I'm never written a collision detection system, which is partly why I'm stuck on it. Actually, it is the reason I'm stuck on it. I have no clue how to go about doing this, and I'll probably be doing the same thing I did when learning the Direct X API. Posting a lot of non-sense about increasing performance, or good practices instead of actually implementing a design myself and playing with it. Hell, with the amount of stuff this game is going to draw on the screen even the most inefficient way (recursive OBB checking) would do the job well. But yet, my mind gets boggled as to where I should start. Now where would that be? Should I start with the Quad Tree so I can utilize spatial partitioning, or should I implement a small interface then improve on that design? I don't know if I should "jump the gun" or start basic, and it really drives me nuts.

Animated sprites are simply an interpolation amongst multiple frames, so as long as time is kept that is fine. Storing the frames, and how they act with a small physics matter is a whole different thing in its self. What I could do is have the sprite manager do all the nitty gritty work of creating and buffering the sprite data. But also have sprite data accessible to the games draw class, which will handle connecting the physics class and the sprite manager. The physics class will deal specifically with the Quad Tree and handle collision. The only problem with this model is I shift a lot of the calculations on the CPU, since all sprites are recalculated to a certain extent. Oh well.

This model puts more stress on the CPU though, but what's it going to matter anyhow.
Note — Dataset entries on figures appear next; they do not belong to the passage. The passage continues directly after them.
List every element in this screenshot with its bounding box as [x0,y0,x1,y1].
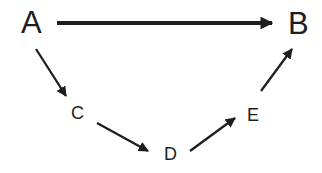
diagram-edges [0,0,322,173]
node-a: A [21,7,42,38]
node-d: D [164,145,177,163]
node-b: B [288,8,309,39]
edge-e-b [261,49,292,91]
edge-d-e [190,118,235,151]
node-c: C [71,104,84,122]
edge-c-d [97,123,148,151]
node-e: E [247,106,259,124]
edge-a-c [36,49,66,96]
It's not going to resemble anything after 1995 to begin with, and these days CPU is a lesser concern for older style games.

My application was running at 2fps on an Asus Geforce 3 TI 500, I spent two hours trying to figure out what was wrong. Turns out it was the driver. Now it runs at 60. (I never understood why nVidia cards get stuck at 60 either)


A wise main once said, "Forgiveness is divine, but never pay full price for late pizza".